Static NAT & One-to-One NAT
Static and One-to-One NAT are similar and are both "static". With Static
Nat you can have, say a web server, on an internal address of 192.168.1.5
and setup Static Nat so that anything coming to port 80 on the NAT Device's
Untrusted interface is passed to port 80 on 192.168.1.5 which would be the
website. Static NAT can also combine Port Address Translation into it (PAT),
so in the same exact example you can have the traffic passed to a different
port, say 8080, on the webserver when it actually came in on port 80 on the
Untrusted interface.

One-to-One NAT is used when you can bind multple IP#s to the Untrusted
interface and wish to have *all* traffic (reguardless of port) that comes to
a particular IP in the Untrusted side to be passed to an address on the
Trusted side (also reguardless of port).

The Windows 2000 RRAS obviously does NAT Overload (now just commonly called
"NAT") and will also do Static NAT. I am not sure about the PAT aspect, and
am even less sure about the One-toOne NAT. But I consider those last two to
be not that commonly used in situations where RRAS is used and so at least
in my opinion is not that big a deal.

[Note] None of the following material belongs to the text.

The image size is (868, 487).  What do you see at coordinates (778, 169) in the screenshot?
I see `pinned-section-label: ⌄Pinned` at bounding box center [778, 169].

Typically it is small office networks
using RRAS for NAT and they do fine with it. RRAS also "beefs up" the
standard packet filtering abilities and improves them.

I've seen small networks do fine with RRAS NAT that have never been "hacked"
because there is a lot more to security than "firewalls". Security is based
on a bigger picture of what Applications you run, how you run them, and who
you make them available to,...not just whether or not you stick a firewall
in there somewhere.
 
D

DS

Hi Phil, thatnks for your explaination below. There wer a couple facts I
was un-aware of.
I didn't see anything about Laptops in the past messages I have. I did
see where you were wondering if ICS was true NAT or not. Maybe I can
explain how NAT works and that will answer the whole thing.

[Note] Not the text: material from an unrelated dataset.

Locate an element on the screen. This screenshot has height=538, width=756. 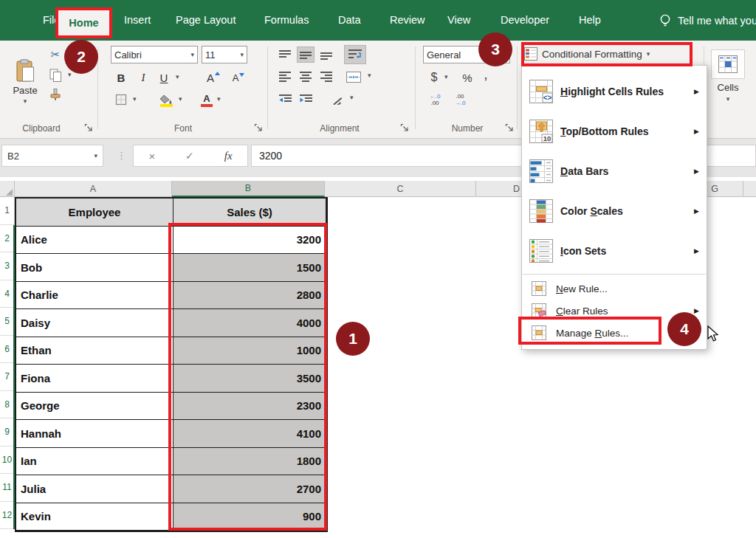
copy-chevron-icon: ▾ is located at coordinates (69, 75).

I couldn't find anything about a laptop either, did I mention that ?
Prerequisits:
1. Cable/DSL Routers are not true routers. They are simply NAT Devices
with a DHCP service with a typical switch (usually 4 port) built into
the same case.

I agree, everyone calls then router's so I do. The only one I ever played
around with is an older D-Link that I have. Other's have told me that
there are a few model's that you can actually telnet into and have a
Cisco IOS-like firmware that allows yo to set static routes. All of my
other experiences have been with actual Cisco or Cabletron 'real'
routers.


I've seen small networks do fine with RRAS NAT that have never been
"hacked" because there is a lot more to security than "firewalls".
Security is based on a bigger picture of what Applications you run,
how you run them, and who you make them available to,...not just
whether or not you stick a firewall in there somewhere.

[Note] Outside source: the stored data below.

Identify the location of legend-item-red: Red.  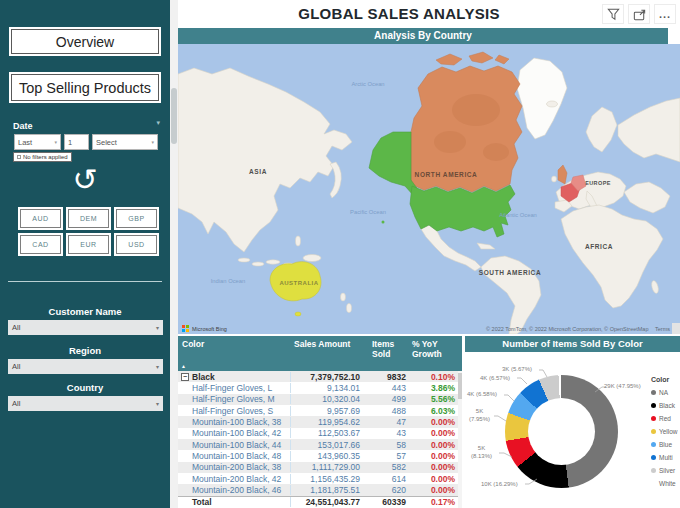
(665, 418).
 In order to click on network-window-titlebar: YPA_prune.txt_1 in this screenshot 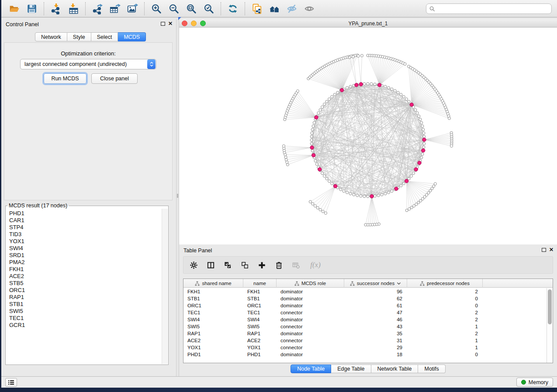, I will do `click(368, 24)`.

That is an excellent point. I find it kind of funny, well not really cuz
I'm the guy everyone calls to fix it, that people do get viruses or
hacked. I was trying to get our company to get away from using Outlook,
and into some other POP3 client due to the security issues, especially
since it was only used for e-mail and nothing else. In my setup, I have
the D-Link rtr, and run AV, and that's it. Using NAT is *ALMOST* enough
protection for the average user, if you don't set up port maps all of
that traffic is blocked at the NAT box anyway. The real problems are
people blindly running attachments, and browsing the web with everything
enabled like active scripting. I try to get people to look at the
processes running in the task manager, which after a few look-overs it
should be obvious when something is running that's not supposed to be.